Read more about the event and book underneath the video.  Buy the book from the IHRC Bookshop here.

 

Bouteldja’s short but powerful book is a tour de force charging European society and the marginalised, racialized ‘other’ to break the impasse of white supremacist power structures, which despite all protestations, become more entrenched daily.

She joined IHRC to discuss why she wrote this, her journey to the ideas she has put into print. She took questions from the floor and online for what proved to be a wide ranging discussion beyond the content of her book.

From the book

Why am I writing this book? Because I share Gramsci’s anxiety: “The old are dying and the new cannot be born; in this interregnum a great variety of morbid symptoms appear.” The fascist monster, born in the entrails of Western modernity. Of course, the West is not what it used to be. Hence my question: what can we offer white people in exchange for their decline and for the wars that will ensue? There is only one answer: peace. There is only one way: revolutionary love.—from Whites, Jews, and Us

From the publishers

With Whites, Jews, and Us, Houria Bouteldja launches a scathing critique of the European Left from an indigenous anti-colonial perspective, reflecting on Frantz Fanon’s political legacy, the republican pact, the Shoah, the creation of Israel, feminism, and the fate of postcolonial immigration in the West in the age of rising anti-immigrant populism. Drawing upon such prominent voices as James Baldwin, Malcolm X, and Jean Genet, she issues a polemical call for a militant anti-racism grounded in the concept of revolutionary love.

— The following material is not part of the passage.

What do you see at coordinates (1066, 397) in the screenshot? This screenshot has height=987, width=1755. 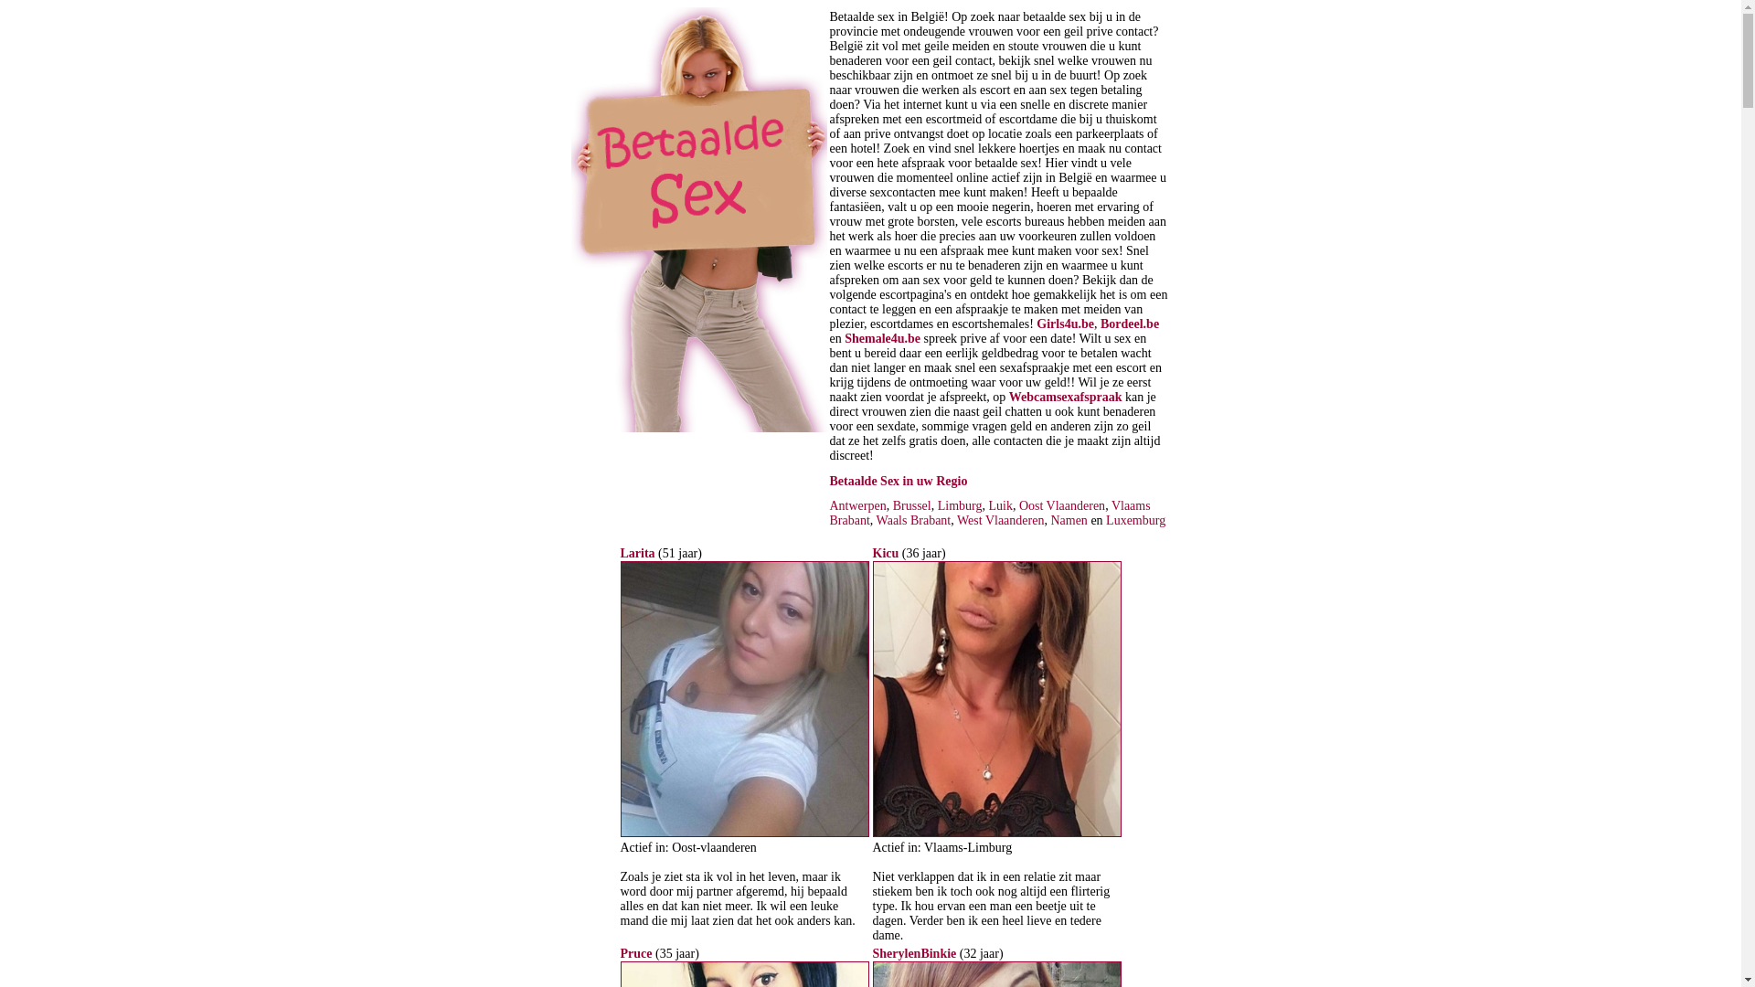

Such love will not come without significant discomfort for whites, and without necessary provocation. Bouteldja challenges widespread assumptions among the Left in the United States and Europe—that anti-Semitism plays any role in Arab–Israeli conflicts, for example, or that philo-Semitism doesn’t in itself embody an oppressive position; that feminism or postcolonialist theory is free of colonialism; that integrationalism is a solution rather than a problem; that humanism can be against racism when its very function is to support the political-ideological apparatus that Bouteldja names the “white immune system.”

At this transitional moment in the history of the West—which is to say, at the moment of its decline—Bouteldja offers a call for political unity that demands the recognition that whiteness is not a genetic question: it is a matter of power, and it is high time to dismantle it.

This Semiotext(e)/Intervention series English-language edition includes a foreword by Cornel West.